_Requirement_.
Determine how many lines in this listing contain the word "Where" and report that number by itself.
====
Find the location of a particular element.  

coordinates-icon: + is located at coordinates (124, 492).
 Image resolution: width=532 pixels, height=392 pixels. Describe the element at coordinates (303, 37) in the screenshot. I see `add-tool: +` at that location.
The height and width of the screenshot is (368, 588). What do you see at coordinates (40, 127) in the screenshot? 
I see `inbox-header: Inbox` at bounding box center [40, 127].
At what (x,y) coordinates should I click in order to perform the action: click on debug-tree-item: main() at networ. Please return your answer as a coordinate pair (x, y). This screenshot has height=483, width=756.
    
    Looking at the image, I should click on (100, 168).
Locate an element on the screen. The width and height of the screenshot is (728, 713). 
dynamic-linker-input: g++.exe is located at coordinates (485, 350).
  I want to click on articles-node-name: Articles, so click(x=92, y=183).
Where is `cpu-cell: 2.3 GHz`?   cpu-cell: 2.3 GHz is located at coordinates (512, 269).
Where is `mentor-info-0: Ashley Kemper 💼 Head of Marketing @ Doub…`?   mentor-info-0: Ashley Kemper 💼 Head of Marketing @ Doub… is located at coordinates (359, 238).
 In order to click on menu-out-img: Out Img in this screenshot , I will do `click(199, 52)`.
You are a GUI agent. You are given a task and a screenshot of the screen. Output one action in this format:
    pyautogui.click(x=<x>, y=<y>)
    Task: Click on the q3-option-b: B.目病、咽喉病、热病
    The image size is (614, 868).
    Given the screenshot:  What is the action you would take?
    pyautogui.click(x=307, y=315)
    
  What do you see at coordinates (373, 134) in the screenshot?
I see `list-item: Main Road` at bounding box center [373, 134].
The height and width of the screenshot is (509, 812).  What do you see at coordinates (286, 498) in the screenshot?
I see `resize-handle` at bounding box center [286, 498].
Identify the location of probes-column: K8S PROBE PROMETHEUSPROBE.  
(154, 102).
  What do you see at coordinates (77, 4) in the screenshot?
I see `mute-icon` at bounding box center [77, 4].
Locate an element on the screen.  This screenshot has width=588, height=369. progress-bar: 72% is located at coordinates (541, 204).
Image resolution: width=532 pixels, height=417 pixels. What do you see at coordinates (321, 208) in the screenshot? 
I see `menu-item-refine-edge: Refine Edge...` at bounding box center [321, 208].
====
_Task result_.
2